The tightest integration Sailop offers. Install the CLI, run the setup, and Claude Code gets native access to all Sailop tools through MCP. Scan, fix, and generate — all from the same terminal session where you write code.
Sailop requires Node.js 18 or later. Install globally so it is available in every project.
Or from source: git clone https://github.com/Git-gta/sailop.git && cd sailop/cli && npm i && npm link
The setup command does three things: installs the /sailop slash command as a Claude Code skill, registers the MCP server so Claude Code can call Sailop tools, and creates a default sailop.config.ts in your home directory.
~/.claude/commands/sailop.mdSlash command skill that Claude Code loads when you type /sailop~/.claude/claude_desktop_config.jsonMCP server registration so Claude Code can call Sailop tools directly~/sailop.config.tsDefault configuration with recommended presets (you can override per-project)Once setup is complete, Claude Code can call these tools at any point during a conversation. You do not need to invoke them manually — Claude will use them when relevant.
sailop_scan(path, preset?, format?)Scan a file or directory for AI-generated visual patterns. Returns a slop score (0-100), grade, and detailed findings across 7 dimensions.
sailop_fix(path, findings, strategy?)Apply automatic fixes to detected AI patterns. Rewrites code to use unique design tokens while preserving functionality.
sailop_generate(seed?, avoidHues?, preferSerif?)Generate a complete design system (palette, typography, spacing, radii) that avoids all detected AI patterns.
sailop_report(format, compare?)Produce a detailed report of scan results in markdown, JSON, or terminal format. Includes per-file breakdowns and trend data.
sailop_check(path, threshold?, strict?)CI-mode scan that returns exit code 0 (pass) or 1 (fail) based on a configurable threshold. Used in pre-commit hooks and pipelines.
sailop_compare(baseline, current)Compare two scans to show improvement or regression. Useful for tracking progress across commits.
Here is a typical session where you build a page with Claude Code, then use Sailop to make it unique.
Claude Code generates the initial page with components, styling, and layout.
At this point, the page likely scores 60-80 on the slop scale because Claude (like all LLMs) defaults to common patterns.
Sailop MCP tools activate. Claude Code calls sailop_scan on your source files and presents the report: score, grade, and line-by-line findings.
The skill knows to scan all relevant files (TSX, CSS, HTML) and aggregate the results.
You see exactly which parts of your code match AI-generated patterns and why.
Each finding includes the file, line number, severity, and the specific rule that was triggered.
Claude Code calls sailop_generate and receives a complete design system: CSS custom properties, font pairings, palette, spacing scale, border radii. It then applies them to your project.
The generated system is procedurally unique — it avoids the AI hue band (200-290), uses off-grid spacing, and pairs non-default fonts.
Claude Code calls sailop_compare with the baseline and current scans. Shows the score dropping from 72 to 15.
The before/after comparison makes it clear which changes had the most impact.
Install Sailop, open Claude Code, and type /sailop. That is it.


▸ **Exercise requirements**
Please transcribe exactly the line that holds "in this image." and all lines that follow it to the end of the records below, omitting any pictures.

▸ **Records supplied**
=== Section Start ===

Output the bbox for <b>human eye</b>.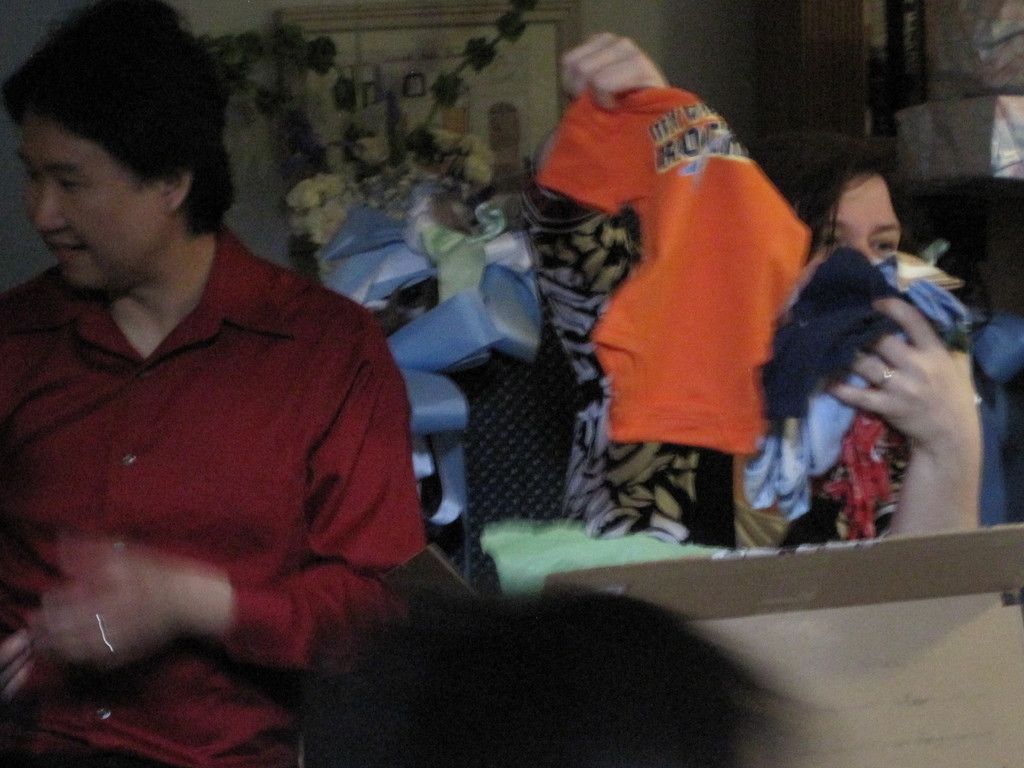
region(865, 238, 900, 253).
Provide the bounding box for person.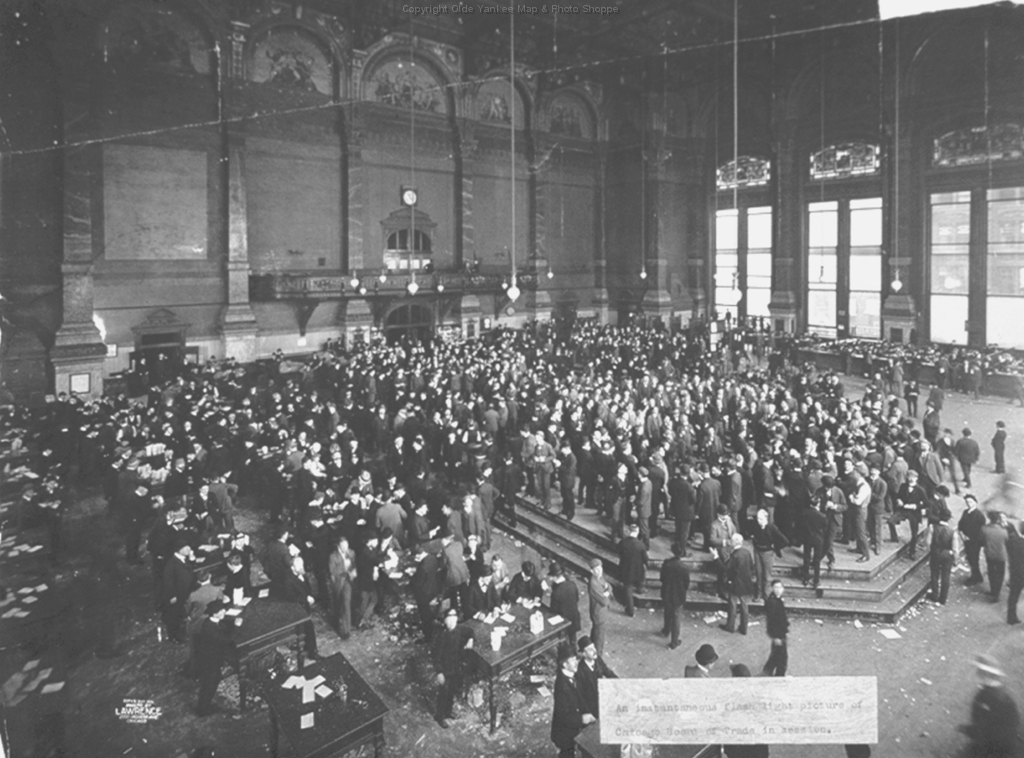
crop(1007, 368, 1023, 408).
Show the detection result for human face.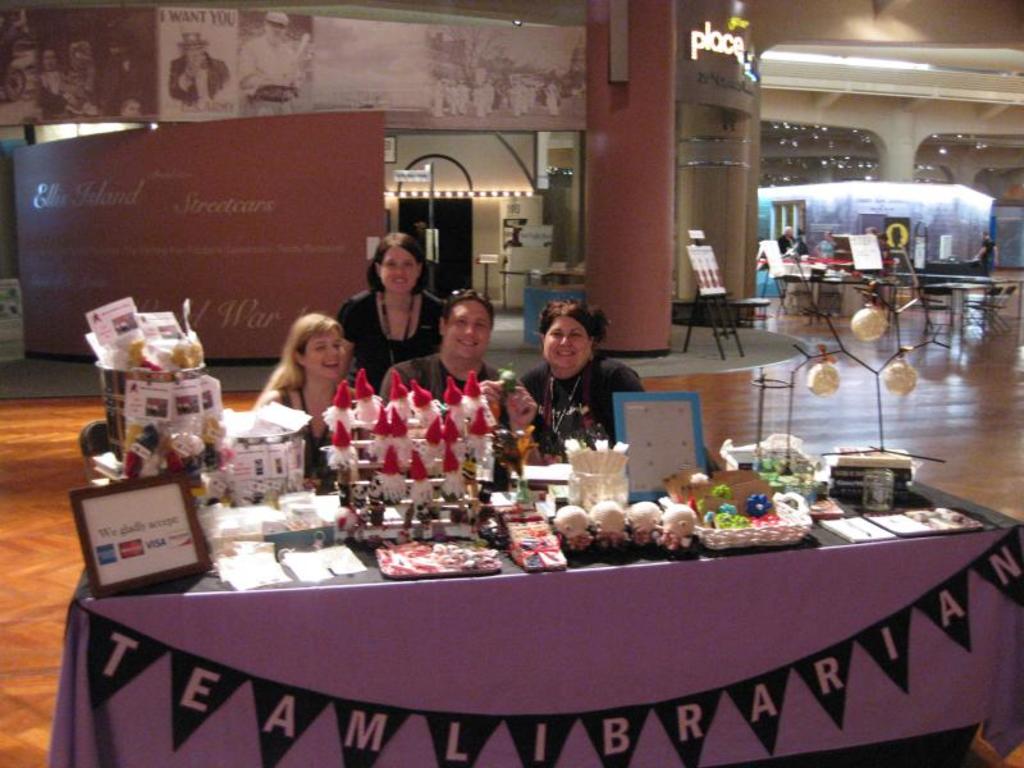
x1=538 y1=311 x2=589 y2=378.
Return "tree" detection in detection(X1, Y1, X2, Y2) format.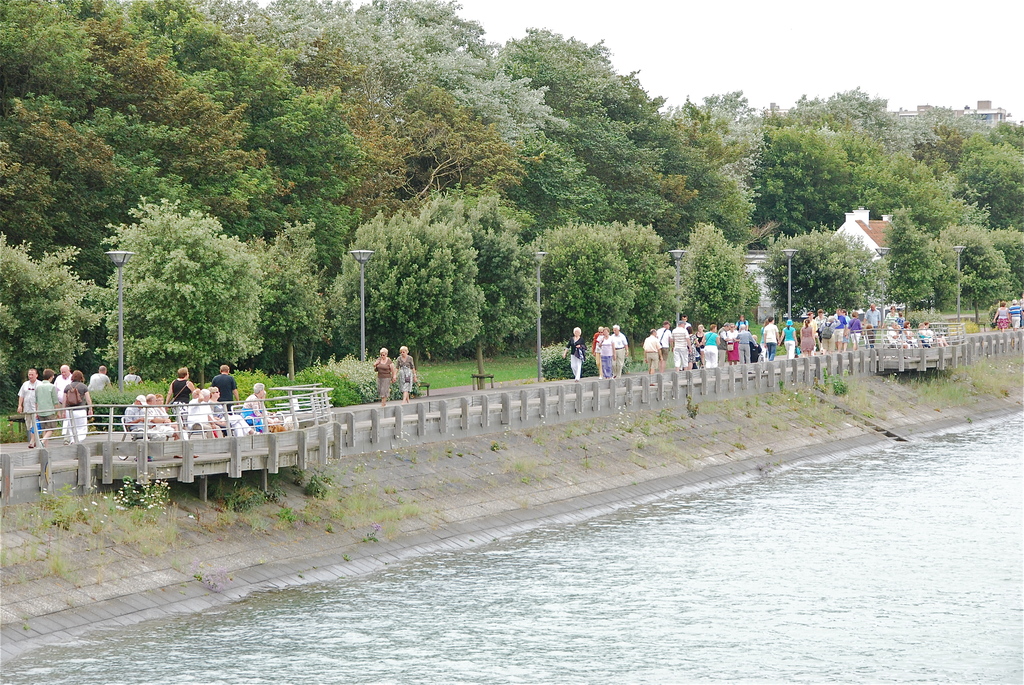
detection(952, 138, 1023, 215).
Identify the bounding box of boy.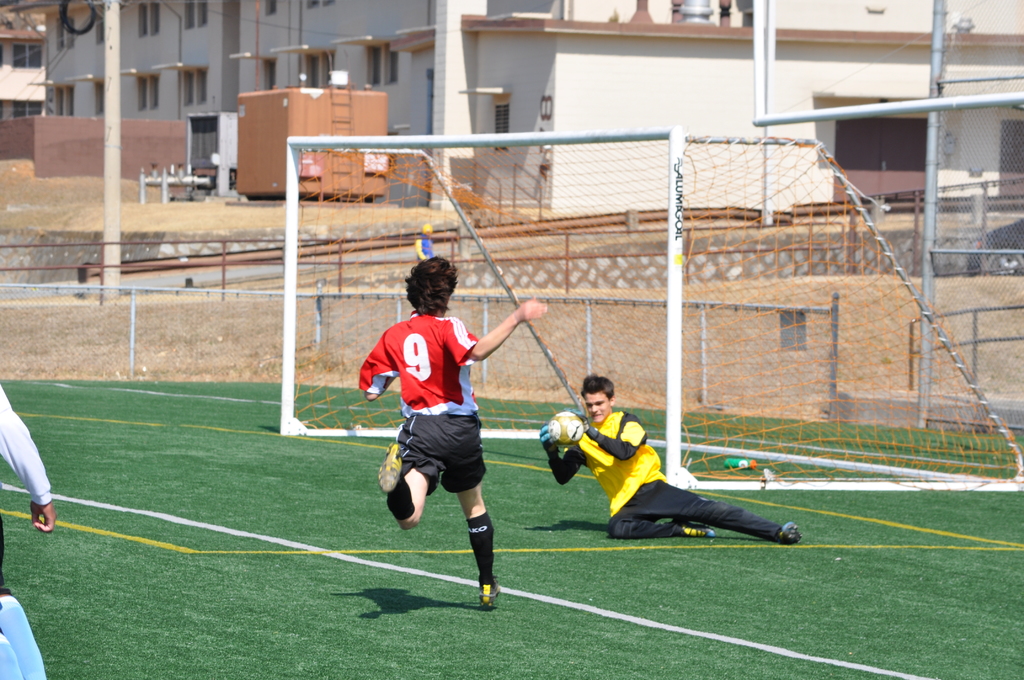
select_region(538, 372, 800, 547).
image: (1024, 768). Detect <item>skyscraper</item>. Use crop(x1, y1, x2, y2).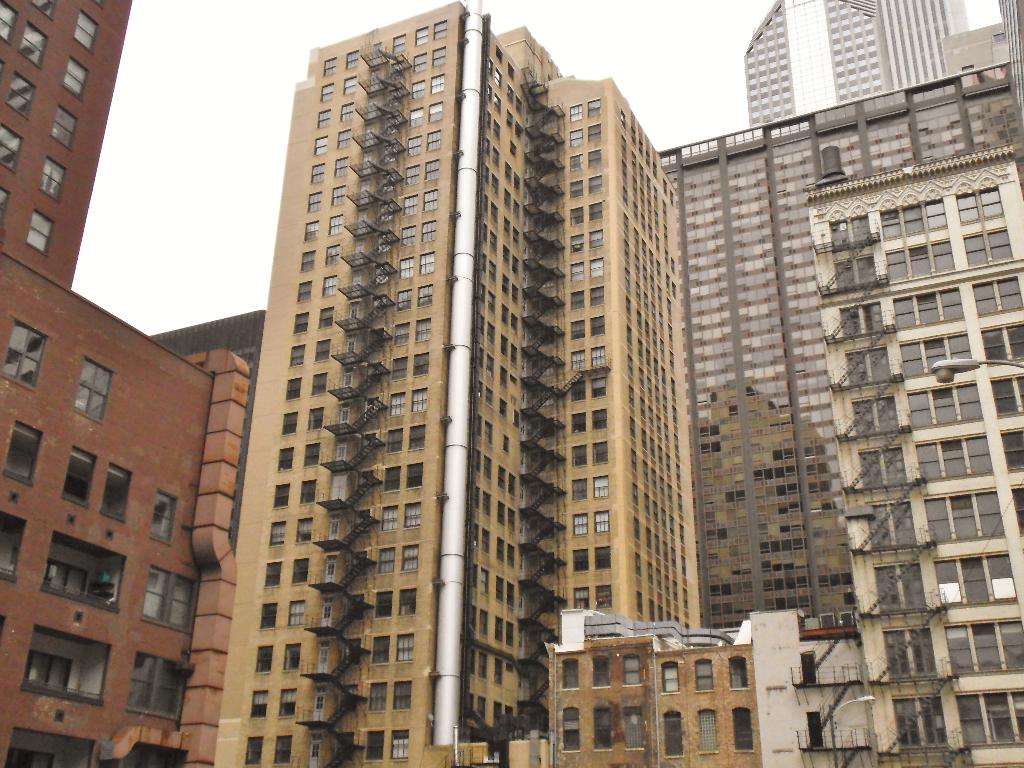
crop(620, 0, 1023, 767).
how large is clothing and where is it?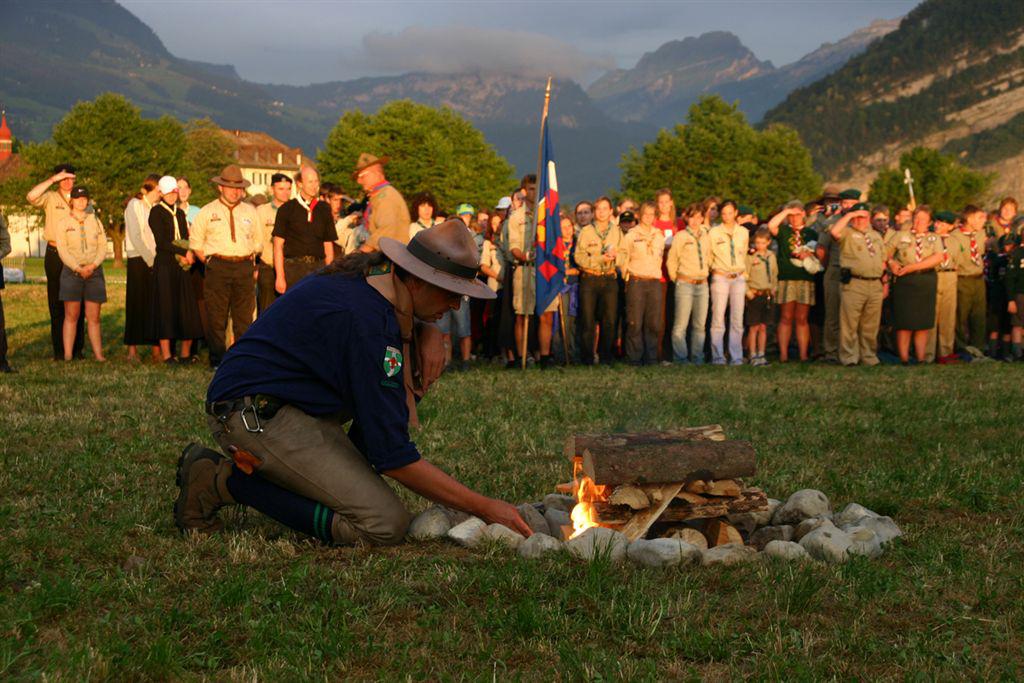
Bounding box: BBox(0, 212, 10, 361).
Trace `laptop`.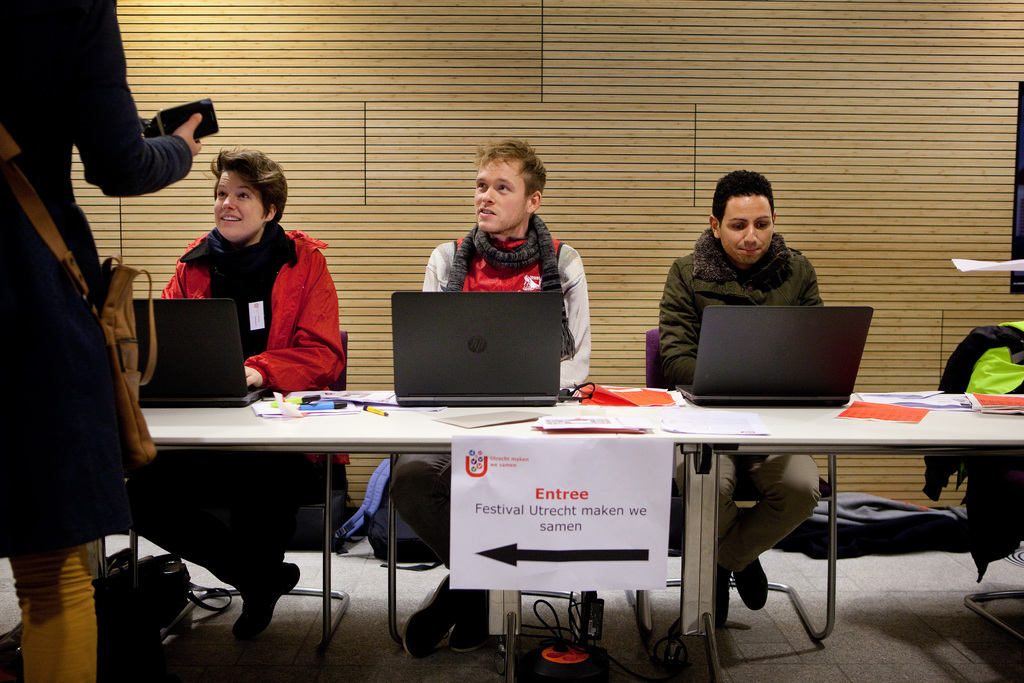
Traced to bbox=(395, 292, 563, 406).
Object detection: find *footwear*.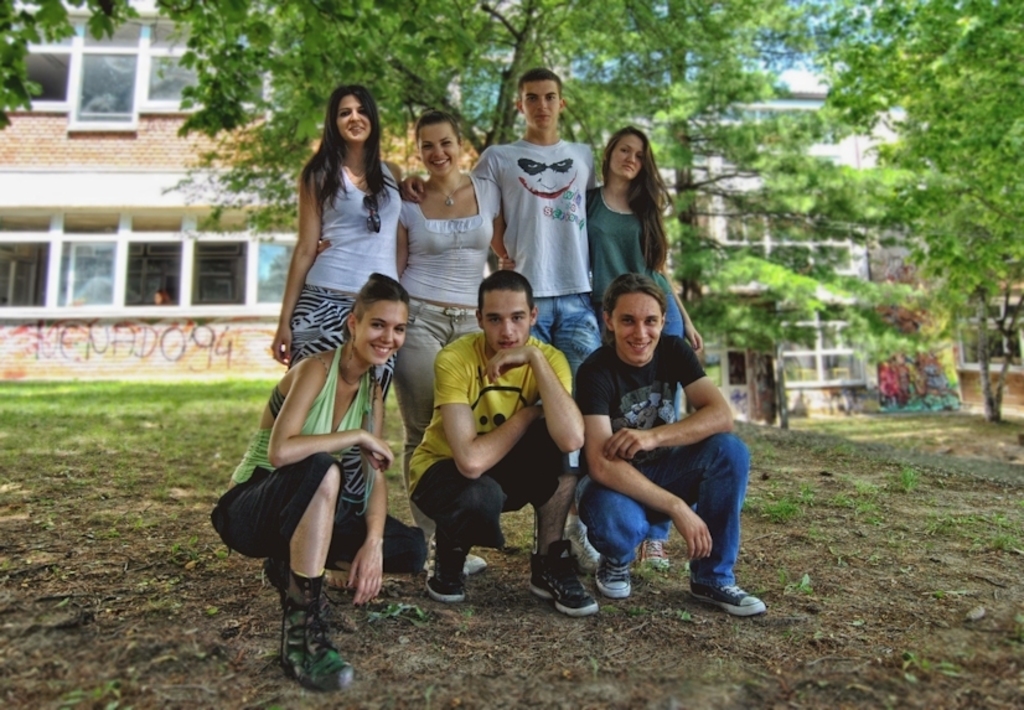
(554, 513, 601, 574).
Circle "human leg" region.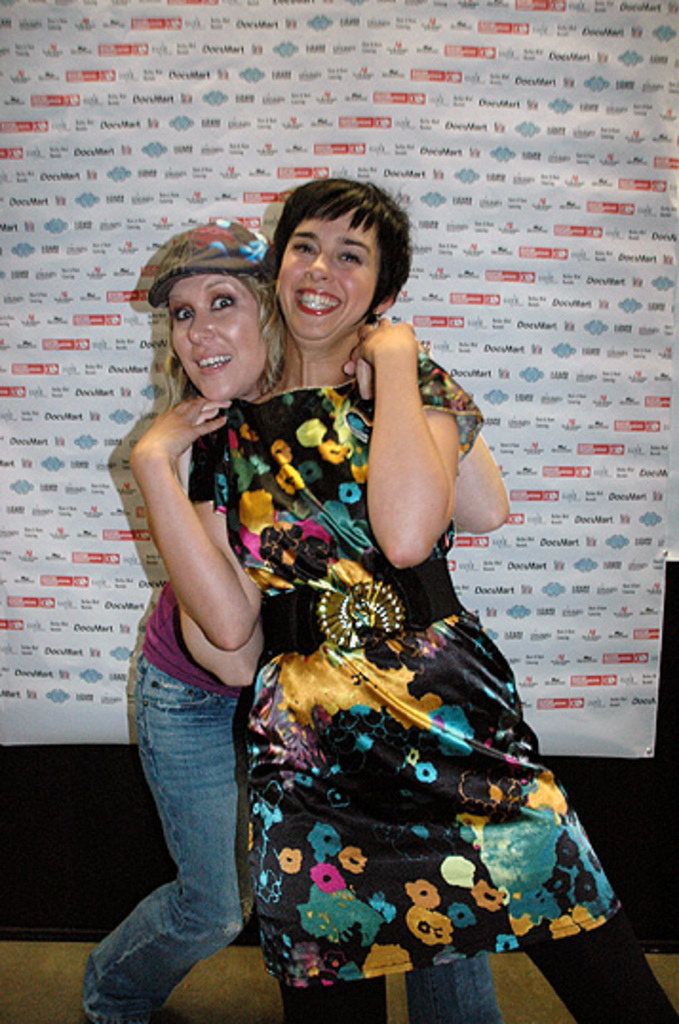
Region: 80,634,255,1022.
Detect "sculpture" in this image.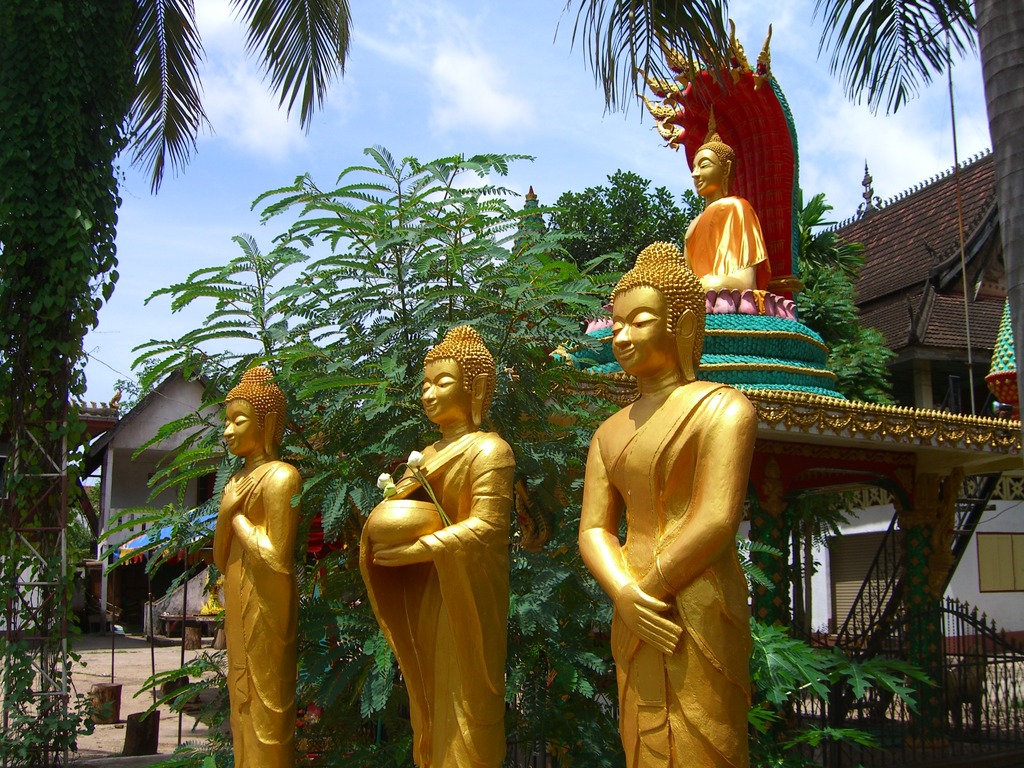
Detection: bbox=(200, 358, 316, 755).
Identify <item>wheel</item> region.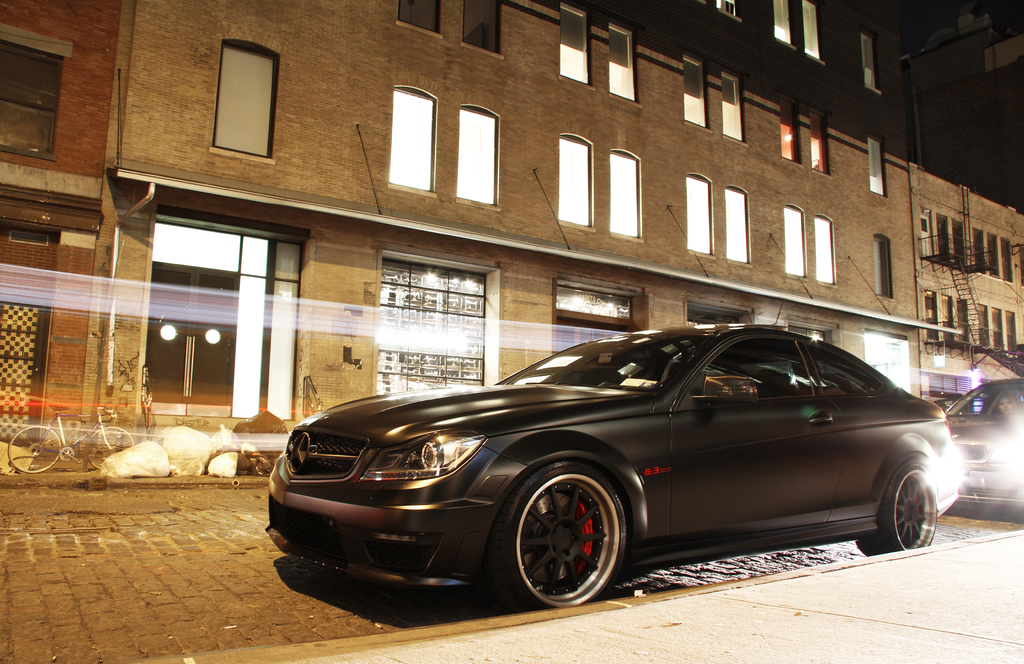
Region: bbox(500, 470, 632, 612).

=== Section End ===

▸ **Response**
Detect "sculpture" in this image.
Detection: bbox=(200, 358, 316, 755).
Identify <item>wheel</item> region.
Region: bbox(500, 470, 632, 612).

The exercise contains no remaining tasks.